When Jagdish Tytler quit today over the Nanavati Commission report on the 1984 riots, it was almost as if he had heard a distant echo from thousands of kilometres away.
Hours before he announced his resignation, leaders from the US Sikh community—who he had sworn to protect as Minister of NRI Affairs—had delivered their verdict: ‘‘Tytler has to go.’’
In their first reaction after the long-awaited report on the 1984 anti-Sikh riots was tabled in the Parliament, Sikhs in the US have asked the Centre to take action against all political leaders and police officers indicted by the Commission.
‘‘As long as the Government of India fails to punish those responsible for the mass murder of innocent Sikhs, incidents like the Gujarat riots are bound to happen in other parts of India as well, simply because politicians and officials know that nothing is going to happen to them,’’ said Tarunjit Singh, secretary general of World Sikh Council-America Region.
Raghunandan Singh Johar, president of the Sikh Study Circle in Atlanta (Georgia) said that the ATR has sent the message globally that the government was hesitant in taking action against those responsible for the riots.
‘‘Once again, through yet another commission, the government has fortified impunity for perpetrators of mass murder and stonewalled justice,’’ alleged Jaskaran Kaur of Ensaaf, a California-based non-profit group working among 1984 riot victims.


**Exercise**
The data must be transcribed exactly, with no line missing.

Text-to-region grounding data
=== Begin Enclosure ===

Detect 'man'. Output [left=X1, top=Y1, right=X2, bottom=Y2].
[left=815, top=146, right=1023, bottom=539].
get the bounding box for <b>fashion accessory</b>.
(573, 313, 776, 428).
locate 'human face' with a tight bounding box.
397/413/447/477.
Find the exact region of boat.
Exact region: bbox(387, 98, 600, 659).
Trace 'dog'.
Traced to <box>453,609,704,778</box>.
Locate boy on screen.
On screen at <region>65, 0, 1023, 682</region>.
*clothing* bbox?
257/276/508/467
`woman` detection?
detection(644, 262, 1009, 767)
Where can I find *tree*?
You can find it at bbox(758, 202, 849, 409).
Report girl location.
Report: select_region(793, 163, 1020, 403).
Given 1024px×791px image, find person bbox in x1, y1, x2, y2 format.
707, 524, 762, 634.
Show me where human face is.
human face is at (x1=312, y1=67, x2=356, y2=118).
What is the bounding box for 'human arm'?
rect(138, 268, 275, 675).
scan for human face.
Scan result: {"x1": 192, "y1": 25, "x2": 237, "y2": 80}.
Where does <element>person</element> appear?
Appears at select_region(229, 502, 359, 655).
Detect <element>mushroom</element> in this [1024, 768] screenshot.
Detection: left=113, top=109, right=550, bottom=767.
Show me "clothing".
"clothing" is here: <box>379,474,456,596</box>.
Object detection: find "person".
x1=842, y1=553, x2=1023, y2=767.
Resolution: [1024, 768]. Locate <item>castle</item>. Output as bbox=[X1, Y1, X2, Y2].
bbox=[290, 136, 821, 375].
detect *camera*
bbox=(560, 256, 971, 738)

=== End Enclosure ===

**Solution for this exercise**
Detect 'man'. Output [left=X1, top=Y1, right=X2, bottom=Y2].
[left=815, top=146, right=1023, bottom=539].
get the bounding box for <b>fashion accessory</b>.
(573, 313, 776, 428).
locate 'human face' with a tight bounding box.
397/413/447/477.
Find the exact region of boat.
Exact region: bbox(387, 98, 600, 659).
Trace 'dog'.
Traced to <box>453,609,704,778</box>.
Locate boy on screen.
On screen at <region>65, 0, 1023, 682</region>.
*clothing* bbox?
257/276/508/467
`woman` detection?
detection(644, 262, 1009, 767)
Where can I find *tree*?
You can find it at bbox(758, 202, 849, 409).
Report girl location.
Report: select_region(793, 163, 1020, 403).
Given 1024px×791px image, find person bbox in x1, y1, x2, y2 format.
707, 524, 762, 634.
Show me where human face is.
human face is at (x1=312, y1=67, x2=356, y2=118).
What is the bounding box for 'human arm'?
rect(138, 268, 275, 675).
scan for human face.
Scan result: {"x1": 192, "y1": 25, "x2": 237, "y2": 80}.
Where does <element>person</element> appear?
Appears at select_region(229, 502, 359, 655).
Detect <element>mushroom</element> in this [1024, 768] screenshot.
Detection: left=113, top=109, right=550, bottom=767.
Show me "clothing".
"clothing" is here: <box>379,474,456,596</box>.
Object detection: find "person".
x1=842, y1=553, x2=1023, y2=767.
Resolution: [1024, 768]. Locate <item>castle</item>. Output as bbox=[X1, Y1, X2, Y2].
bbox=[290, 136, 821, 375].
detect *camera*
bbox=(560, 256, 971, 738)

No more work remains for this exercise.